Sessions
A session is a single conversation with the RebelCore™ Agent. The Agent keeps your sessions across visits, so you can step away from a complex piece of analysis and pick it up tomorrow without losing context.
What a session contains
Each session captures:
- The prompts you’ve sent.
- The Agent’s responses, including any inference results.
- The data context that was active for those prompts (which datasets / specs were in scope).
- The timestamps for each exchange.
Because the data context is part of the session, opening an old session restores not just the conversation but also which gold vectors the Agent was working over at the time.
Finding past sessions
The Agent shows a session list in its side menu. Each entry usually shows:
- The session title (auto-generated from the first prompt or one you set yourself).
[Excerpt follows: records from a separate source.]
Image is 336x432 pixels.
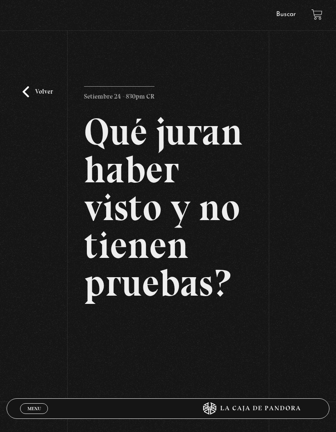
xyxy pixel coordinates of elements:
a: Buscar [277,11,296,18]
a: View your shopping cart [312,9,323,20]
p: Setiembre 24 - 830pm CR [84,86,155,103]
span: Menu [27,406,41,411]
a: Volver [23,86,53,97]
h2: Qué juran haber visto y no tienen pruebas? [84,113,252,302]
iframe: Dailymotion video player – Que juras haber visto y no tienes pruebas (98) [84,314,252,408]
span: Cerrar [25,413,44,418]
- When it was last active.
- A short preview of the most recent exchange.
Click any session to reopen it.
Starting a new session
Use the New session button (typically near the top of the session list). A fresh session starts empty — no history, no prior context. If you opened the Agent from a spec in the Tree, the new session starts with that spec already in scope.
Why sessions matter for governance
Sessions are also the unit of audit. Every prompt belongs to a session; every session belongs to a user; the Audit panel traces activity back to the session that produced it. This is what makes the Agent’s RAG-style answers traceable, even months later.
Tips
- Name your sessions. A session called “Q4 reconciliation — outliers” is easier to find than “Untitled”.
- Don’t be afraid to start fresh. If the conversation has wandered off course, a new session with a focused prompt is often faster than trying to redirect a long thread.
- One topic per session. Sessions stay readable when each one has a single purpose; mixing unrelated questions makes the audit trail harder to interpret.